Researchers have discovered clear chemical traces of decaying collagen in a duck-billed dinosaur fossil, upending previously held notions that any organic material found within such ancient fossils must be from some source of contamination.

"This research shows beyond doubt that organic biomolecules, such as proteins like collagen, appear to be present in some fossils," says University of Liverpool materials scientist Steve Taylor.

"Our results have far-reaching implications. Firstly, it refutes the hypothesis that any organics found in fossils must result from contamination."

The well-preserved fossil that was once a dinosaur's butt bone (sacrum) was excavated from South Dakota's Hell Creek Formation in 2019. It belongs to a species of Edmontosaurus, one of the last non-avian dinosaurs known to have ever existed.

Signs of Original Organic Material Found in Dinosaur Fossil, Reigniting Debate
The fossilized sacrum. (Tuinstra et al., Analytical Chemistry, 2025)

These giant lizards, reaching up to 12 meters (39 feet) in length, were horny-beaked plant eaters that roamed alongside the infamous Tyrannosaurus rex and Triceratops during the late Cretaceous around 73 million years ago.

Collagen, the most common protein found in bones, has previously been associated with a hadrosaur's leg bone in 2009 and an arm bone of a T. rex in 2007, but such finds are contested by other researchers, who argue any original proteins would have been replaced by the fossilization process long ago.

So, University of Liverpool engineer Lucien Tuinstra and colleagues used three independent techniques, including cross-polarized light microscopy, to unambiguously identify and quantify decaying hydroxyproline, a unique building block of collagen.

"If the sequenced collagen is contamination by recent sources, then the sequence would be largely complete," the researchers argue in their paper.

But the team only found short sequences of the hydroxyproline amino acid, at low amounts, consistent with ancient and decayed collagen.

Edmontosaurus has similar but smaller traces of collagen as seen in the turkey bones here, which shifts between yellow and blue when rotated (yellow square in A and then B) under filtered microscopy. (Tuinstra et al., Analytical Chemistry, 2025)

"Cross-polarized light microscopy images of fossil bones, collected for a century, should be revisited," suggests Taylor.

"These images may reveal intact patches of bone collagen, potentially offering a ready-made trove of fossil candidates for further protein analysis. This could unlock new insights into dinosaurs – for example revealing connections between dinosaur species that remain unknown."

The researchers also compared artificially aged collagen samples from a modern turkey and bovine, using liquid chromatography tandem mass spectrometry, and found no similarities with the Edmontosaurus sample.

"The findings inform the intriguing mystery of how these proteins have managed to persist in fossils for so long," says Taylor.

This research was published in Analytical Chemistry.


## Work request
Across the whole listing, find how many lines contain "respondents", then write that number and nothing else.

## The records

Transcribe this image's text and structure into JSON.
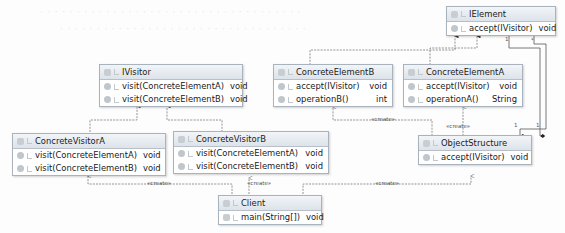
{
  "diagram": {
    "type": "UML class diagram (Visitor pattern)",
    "classes": {
      "ielement": {
        "name": "IElement",
        "methods": [
          {
            "name": "accept(IVisitor)",
            "type": "void"
          }
        ]
      },
      "ivisitor": {
        "name": "IVisitor",
        "methods": [
          {
            "name": "visit(ConcreteElementA)",
            "type": "void"
          },
          {
            "name": "visit(ConcreteElementB)",
            "type": "void"
          }
        ]
      },
      "concrete_element_b": {
        "name": "ConcreteElementB",
        "methods": [
          {
            "name": "accept(IVisitor)",
            "type": "void"
          },
          {
            "name": "operationB()",
            "type": "int"
          }
        ]
      },
      "concrete_element_a": {
        "name": "ConcreteElementA",
        "methods": [
          {
            "name": "accept(IVisitor)",
            "type": "void"
          },
          {
            "name": "operationA()",
            "type": "String"
          }
        ]
      },
      "concrete_visitor_a": {
        "name": "ConcreteVisitorA",
        "methods": [
          {
            "name": "visit(ConcreteElementA)",
            "type": "void"
          },
          {
            "name": "visit(ConcreteElementB)",
            "type": "void"
          }
        ]
      },
      "concrete_visitor_b": {
        "name": "ConcreteVisitorB",
        "methods": [
          {
            "name": "visit(ConcreteElementA)",
            "type": "void"
          },
          {
            "name": "visit(ConcreteElementB)",
            "type": "void"
          }
        ]
      },
      "object_structure": {
        "name": "ObjectStructure",
        "methods": [
          {
            "name": "accept(IVisitor)",
            "type": "void"
          }
        ]
      },
      "client": {
        "name": "Client",
        "methods": [
          {
            "name": "main(String[])",
            "type": "void"
          }
        ]
      }
    },
    "labels": {
      "create": "«create»",
      "mult_one": "1",
      "mult_many": "*"
    }
  }
}
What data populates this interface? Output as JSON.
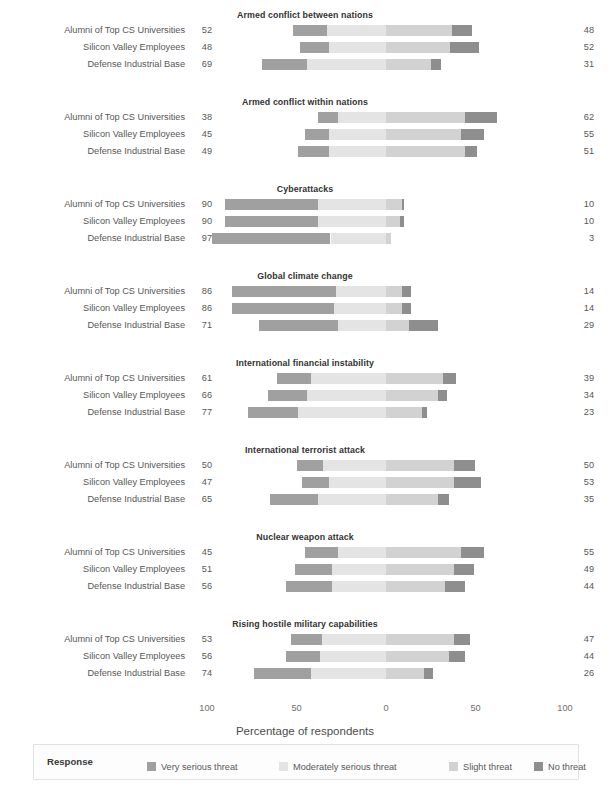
{
  "chart": {
    "title": "",
    "axis_label": "Percentage of respondents",
    "tick_labels": [
      "100",
      "50",
      "0",
      "50",
      "100"
    ],
    "groups": [
      "Alumni of Top CS Universities",
      "Silicon Valley Employees",
      "Defense Industrial Base"
    ]
  },
  "legend": {
    "title": "Response",
    "items": [
      {
        "label": "Very serious threat",
        "color": "#a0a0a0"
      },
      {
        "label": "Moderately serious threat",
        "color": "#e4e4e4"
      },
      {
        "label": "Slight threat",
        "color": "#d2d2d2"
      },
      {
        "label": "No threat",
        "color": "#8e8e8e"
      }
    ]
  },
  "chart_data": {
    "type": "bar",
    "subtype": "diverging-stacked-likert",
    "title": "",
    "xlabel": "Percentage of respondents",
    "ylabel": "",
    "xlim": [
      -100,
      100
    ],
    "xticks": [
      -100,
      -50,
      0,
      50,
      100
    ],
    "xticklabels": [
      "100",
      "50",
      "0",
      "50",
      "100"
    ],
    "grid": false,
    "legend_position": "bottom",
    "legend_title": "Response",
    "categories": [
      "Very serious threat",
      "Moderately serious threat",
      "Slight threat",
      "No threat"
    ],
    "groups": [
      "Alumni of Top CS Universities",
      "Silicon Valley Employees",
      "Defense Industrial Base"
    ],
    "panels": [
      {
        "title": "Armed conflict between nations",
        "rows": [
          {
            "group": "Alumni of Top CS Universities",
            "left_total": 52,
            "right_total": 48,
            "values": [
              19,
              33,
              37,
              11
            ]
          },
          {
            "group": "Silicon Valley Employees",
            "left_total": 48,
            "right_total": 52,
            "values": [
              16,
              32,
              36,
              16
            ]
          },
          {
            "group": "Defense Industrial Base",
            "left_total": 69,
            "right_total": 31,
            "values": [
              25,
              44,
              25,
              6
            ]
          }
        ]
      },
      {
        "title": "Armed conflict within nations",
        "rows": [
          {
            "group": "Alumni of Top CS Universities",
            "left_total": 38,
            "right_total": 62,
            "values": [
              11,
              27,
              44,
              18
            ]
          },
          {
            "group": "Silicon Valley Employees",
            "left_total": 45,
            "right_total": 55,
            "values": [
              13,
              32,
              42,
              13
            ]
          },
          {
            "group": "Defense Industrial Base",
            "left_total": 49,
            "right_total": 51,
            "values": [
              17,
              32,
              44,
              7
            ]
          }
        ]
      },
      {
        "title": "Cyberattacks",
        "rows": [
          {
            "group": "Alumni of Top CS Universities",
            "left_total": 90,
            "right_total": 10,
            "values": [
              52,
              38,
              9,
              1
            ]
          },
          {
            "group": "Silicon Valley Employees",
            "left_total": 90,
            "right_total": 10,
            "values": [
              52,
              38,
              8,
              2
            ]
          },
          {
            "group": "Defense Industrial Base",
            "left_total": 97,
            "right_total": 3,
            "values": [
              66,
              31,
              3,
              0
            ]
          }
        ]
      },
      {
        "title": "Global climate change",
        "rows": [
          {
            "group": "Alumni of Top CS Universities",
            "left_total": 86,
            "right_total": 14,
            "values": [
              58,
              28,
              9,
              5
            ]
          },
          {
            "group": "Silicon Valley Employees",
            "left_total": 86,
            "right_total": 14,
            "values": [
              57,
              29,
              9,
              5
            ]
          },
          {
            "group": "Defense Industrial Base",
            "left_total": 71,
            "right_total": 29,
            "values": [
              44,
              27,
              13,
              16
            ]
          }
        ]
      },
      {
        "title": "International financial instability",
        "rows": [
          {
            "group": "Alumni of Top CS Universities",
            "left_total": 61,
            "right_total": 39,
            "values": [
              19,
              42,
              32,
              7
            ]
          },
          {
            "group": "Silicon Valley Employees",
            "left_total": 66,
            "right_total": 34,
            "values": [
              22,
              44,
              29,
              5
            ]
          },
          {
            "group": "Defense Industrial Base",
            "left_total": 77,
            "right_total": 23,
            "values": [
              28,
              49,
              20,
              3
            ]
          }
        ]
      },
      {
        "title": "International terrorist attack",
        "rows": [
          {
            "group": "Alumni of Top CS Universities",
            "left_total": 50,
            "right_total": 50,
            "values": [
              15,
              35,
              38,
              12
            ]
          },
          {
            "group": "Silicon Valley Employees",
            "left_total": 47,
            "right_total": 53,
            "values": [
              15,
              32,
              38,
              15
            ]
          },
          {
            "group": "Defense Industrial Base",
            "left_total": 65,
            "right_total": 35,
            "values": [
              27,
              38,
              29,
              6
            ]
          }
        ]
      },
      {
        "title": "Nuclear weapon attack",
        "rows": [
          {
            "group": "Alumni of Top CS Universities",
            "left_total": 45,
            "right_total": 55,
            "values": [
              18,
              27,
              42,
              13
            ]
          },
          {
            "group": "Silicon Valley Employees",
            "left_total": 51,
            "right_total": 49,
            "values": [
              21,
              30,
              38,
              11
            ]
          },
          {
            "group": "Defense Industrial Base",
            "left_total": 56,
            "right_total": 44,
            "values": [
              26,
              30,
              33,
              11
            ]
          }
        ]
      },
      {
        "title": "Rising hostile military capabilities",
        "rows": [
          {
            "group": "Alumni of Top CS Universities",
            "left_total": 53,
            "right_total": 47,
            "values": [
              17,
              36,
              38,
              9
            ]
          },
          {
            "group": "Silicon Valley Employees",
            "left_total": 56,
            "right_total": 44,
            "values": [
              19,
              37,
              35,
              9
            ]
          },
          {
            "group": "Defense Industrial Base",
            "left_total": 74,
            "right_total": 26,
            "values": [
              32,
              42,
              21,
              5
            ]
          }
        ]
      }
    ]
  }
}
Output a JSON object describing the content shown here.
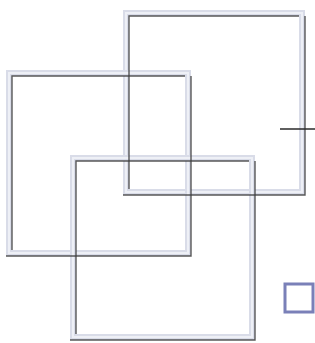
{
  "diagram": {
    "title": "Overlapping squares",
    "background": "#ffffff",
    "frame_color": "#d9dce8",
    "frame_highlight": "#eef0f6",
    "inner_line_color": "#3c3c3c",
    "frame_width": 6,
    "squares": [
      {
        "id": "square-top-right",
        "x": 123,
        "y": 10,
        "w": 182,
        "h": 185
      },
      {
        "id": "square-middle-left",
        "x": 6,
        "y": 70,
        "w": 185,
        "h": 186
      },
      {
        "id": "square-bottom-center",
        "x": 70,
        "y": 155,
        "w": 185,
        "h": 185
      }
    ],
    "tick_line": {
      "x1": 280,
      "y1": 129,
      "x2": 315,
      "y2": 129,
      "color": "#2a2a2a"
    },
    "small_square": {
      "x": 285,
      "y": 284,
      "w": 28,
      "h": 28,
      "border_color": "#7a80b8",
      "border_width": 3
    }
  }
}
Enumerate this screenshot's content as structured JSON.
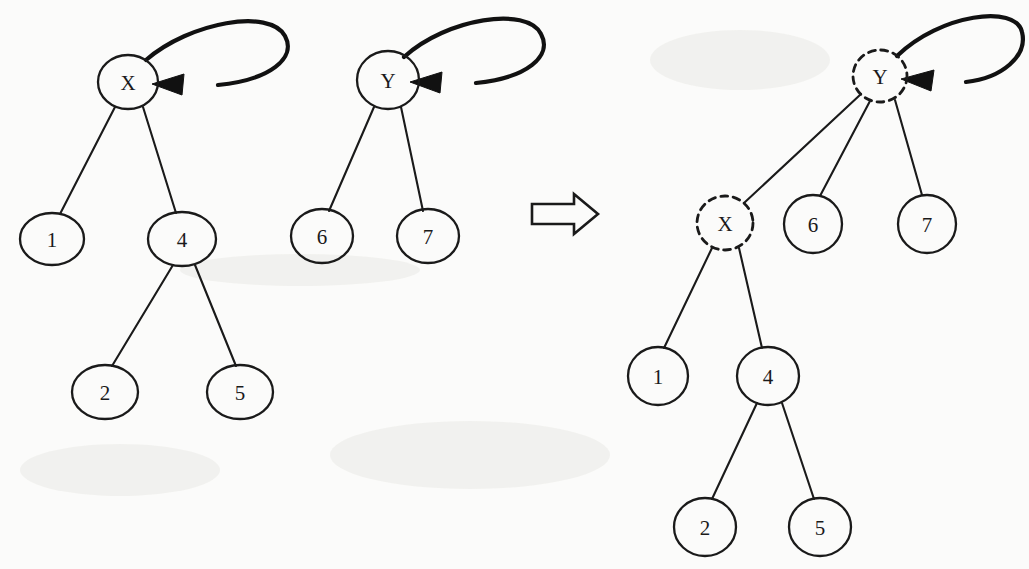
{
  "figure": {
    "background_color": "#fbfbfa",
    "ink_color": "#1a1a1a",
    "transform_symbol": "double-right-arrow"
  },
  "before": {
    "tree_x": {
      "root": "X",
      "root_has_self_loop": true,
      "nodes": [
        {
          "id": "X",
          "label": "X",
          "cx": 128,
          "cy": 82,
          "rx": 30,
          "ry": 27,
          "style": "solid",
          "self_loop": true
        },
        {
          "id": "L1",
          "label": "1",
          "cx": 52,
          "cy": 239,
          "rx": 32,
          "ry": 26,
          "style": "solid",
          "self_loop": false
        },
        {
          "id": "L4",
          "label": "4",
          "cx": 182,
          "cy": 239,
          "rx": 34,
          "ry": 27,
          "style": "solid",
          "self_loop": false
        },
        {
          "id": "L2",
          "label": "2",
          "cx": 105,
          "cy": 392,
          "rx": 33,
          "ry": 27,
          "style": "solid",
          "self_loop": false
        },
        {
          "id": "L5",
          "label": "5",
          "cx": 240,
          "cy": 392,
          "rx": 33,
          "ry": 27,
          "style": "solid",
          "self_loop": false
        }
      ],
      "edges": [
        {
          "from": "X",
          "to": "L1"
        },
        {
          "from": "X",
          "to": "L4"
        },
        {
          "from": "L4",
          "to": "L2"
        },
        {
          "from": "L4",
          "to": "L5"
        }
      ]
    },
    "tree_y": {
      "root": "Y",
      "root_has_self_loop": true,
      "nodes": [
        {
          "id": "Y",
          "label": "Y",
          "cx": 388,
          "cy": 80,
          "rx": 31,
          "ry": 29,
          "style": "solid",
          "self_loop": true
        },
        {
          "id": "L6",
          "label": "6",
          "cx": 322,
          "cy": 236,
          "rx": 31,
          "ry": 27,
          "style": "solid",
          "self_loop": false
        },
        {
          "id": "L7",
          "label": "7",
          "cx": 428,
          "cy": 236,
          "rx": 31,
          "ry": 27,
          "style": "solid",
          "self_loop": false
        }
      ],
      "edges": [
        {
          "from": "Y",
          "to": "L6"
        },
        {
          "from": "Y",
          "to": "L7"
        }
      ]
    }
  },
  "after": {
    "tree_merged": {
      "root": "Y",
      "root_has_self_loop": true,
      "nodes": [
        {
          "id": "Y",
          "label": "Y",
          "cx": 880,
          "cy": 76,
          "rx": 27,
          "ry": 26,
          "style": "dashed",
          "self_loop": true
        },
        {
          "id": "X",
          "label": "X",
          "cx": 725,
          "cy": 223,
          "rx": 28,
          "ry": 27,
          "style": "dashed",
          "self_loop": false
        },
        {
          "id": "R6",
          "label": "6",
          "cx": 813,
          "cy": 224,
          "rx": 29,
          "ry": 29,
          "style": "solid",
          "self_loop": false
        },
        {
          "id": "R7",
          "label": "7",
          "cx": 927,
          "cy": 224,
          "rx": 29,
          "ry": 29,
          "style": "solid",
          "self_loop": false
        },
        {
          "id": "R1",
          "label": "1",
          "cx": 658,
          "cy": 376,
          "rx": 30,
          "ry": 29,
          "style": "solid",
          "self_loop": false
        },
        {
          "id": "R4",
          "label": "4",
          "cx": 768,
          "cy": 376,
          "rx": 31,
          "ry": 29,
          "style": "solid",
          "self_loop": false
        },
        {
          "id": "R2",
          "label": "2",
          "cx": 705,
          "cy": 527,
          "rx": 31,
          "ry": 29,
          "style": "solid",
          "self_loop": false
        },
        {
          "id": "R5",
          "label": "5",
          "cx": 820,
          "cy": 527,
          "rx": 31,
          "ry": 29,
          "style": "solid",
          "self_loop": false
        }
      ],
      "edges": [
        {
          "from": "Y",
          "to": "X"
        },
        {
          "from": "Y",
          "to": "R6"
        },
        {
          "from": "Y",
          "to": "R7"
        },
        {
          "from": "X",
          "to": "R1"
        },
        {
          "from": "X",
          "to": "R4"
        },
        {
          "from": "R4",
          "to": "R2"
        },
        {
          "from": "R4",
          "to": "R5"
        }
      ]
    }
  },
  "labels": {
    "x_root": "X",
    "y_root": "Y",
    "n1": "1",
    "n2": "2",
    "n4": "4",
    "n5": "5",
    "n6": "6",
    "n7": "7"
  }
}
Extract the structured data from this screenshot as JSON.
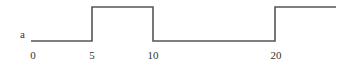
{
  "diagram": {
    "signal_label": "a",
    "line_color": "#555555",
    "text_color": "#333333",
    "tick_labels": [
      {
        "text": "0",
        "x": 33
      },
      {
        "text": "5",
        "x": 92
      },
      {
        "text": "10",
        "x": 153
      },
      {
        "text": "20",
        "x": 276
      }
    ],
    "waveform": {
      "type": "step",
      "levels": {
        "low_y": 41,
        "high_y": 7
      },
      "points": [
        [
          31,
          41
        ],
        [
          92,
          41
        ],
        [
          92,
          7
        ],
        [
          153,
          7
        ],
        [
          153,
          41
        ],
        [
          275,
          41
        ],
        [
          275,
          7
        ],
        [
          336,
          7
        ]
      ]
    }
  }
}
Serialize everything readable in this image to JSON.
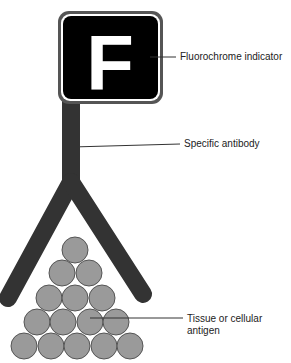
{
  "diagram": {
    "fluorochrome": {
      "letter": "F",
      "label": "Fluorochrome indicator"
    },
    "antibody": {
      "label": "Specific antibody"
    },
    "antigen": {
      "label": "Tissue or cellular antigen",
      "rows": [
        1,
        2,
        3,
        4,
        5
      ]
    },
    "colors": {
      "box_fill": "#000000",
      "box_border": "#555555",
      "antibody": "#333333",
      "antigen_fill": "#9a9a9a",
      "antigen_stroke": "#555555",
      "leader": "#333333"
    }
  }
}
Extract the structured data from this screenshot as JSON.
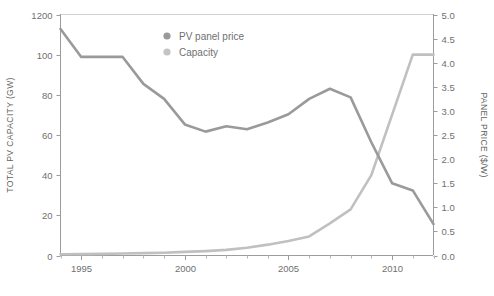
{
  "chart_data": {
    "type": "line",
    "title": "",
    "xlabel": "",
    "grid": false,
    "legend_position": "top-center",
    "x": [
      1994,
      1995,
      1996,
      1997,
      1998,
      1999,
      2000,
      2001,
      2002,
      2003,
      2004,
      2005,
      2006,
      2007,
      2008,
      2009,
      2010,
      2011,
      2012
    ],
    "xlim": [
      1994,
      2012
    ],
    "xticks": [
      1995,
      2000,
      2005,
      2010
    ],
    "xtick_labels": [
      "1995",
      "2000",
      "2005",
      "2010"
    ],
    "xminor_ticks": [
      1994,
      1995,
      1996,
      1997,
      1998,
      1999,
      2000,
      2001,
      2002,
      2003,
      2004,
      2005,
      2006,
      2007,
      2008,
      2009,
      2010,
      2011,
      2012
    ],
    "axes": [
      {
        "id": "left",
        "label": "TOTAL PV CAPACITY (GW)",
        "ylim": [
          0,
          120
        ],
        "yticks": [
          0,
          20,
          40,
          60,
          80,
          100,
          120
        ],
        "ytick_labels": [
          "0",
          "20",
          "40",
          "60",
          "80",
          "100",
          "1200"
        ]
      },
      {
        "id": "right",
        "label": "PANEL PRICE ($/W)",
        "ylim": [
          0,
          5
        ],
        "yticks": [
          0,
          0.5,
          1.0,
          1.5,
          2.0,
          2.5,
          3.0,
          3.5,
          4.0,
          4.5,
          5.0
        ],
        "ytick_labels": [
          "0.0",
          "0.5",
          "1.0",
          "1.5",
          "2.0",
          "2.5",
          "3.0",
          "3.5",
          "4.0",
          "4.5",
          "5.0"
        ]
      }
    ],
    "series": [
      {
        "name": "PV panel price",
        "axis": "right",
        "unit": "$/W",
        "color": "#9a9a9a",
        "values": [
          4.7,
          4.12,
          4.12,
          4.12,
          3.56,
          3.25,
          2.72,
          2.57,
          2.68,
          2.62,
          2.76,
          2.93,
          3.25,
          3.46,
          3.28,
          2.35,
          1.5,
          1.35,
          0.65
        ]
      },
      {
        "name": "Capacity",
        "axis": "left",
        "unit": "GW",
        "color": "#c0c0c0",
        "values": [
          0.6,
          0.7,
          0.8,
          1.0,
          1.2,
          1.4,
          1.8,
          2.2,
          2.8,
          3.9,
          5.4,
          7.2,
          9.5,
          16.0,
          23.0,
          40.0,
          70.0,
          100.0,
          100.0
        ]
      }
    ],
    "annotations": []
  },
  "legend": {
    "items": [
      {
        "label": "PV panel price",
        "color": "#9a9a9a"
      },
      {
        "label": "Capacity",
        "color": "#c4c4c4"
      }
    ]
  },
  "colors": {
    "price_line": "#9a9a9a",
    "capacity_line": "#c0c0c0",
    "axis": "#9c9c9c",
    "frame": "#cfcfcf",
    "text": "#6f6f6f",
    "background": "#ffffff"
  }
}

## Task output
2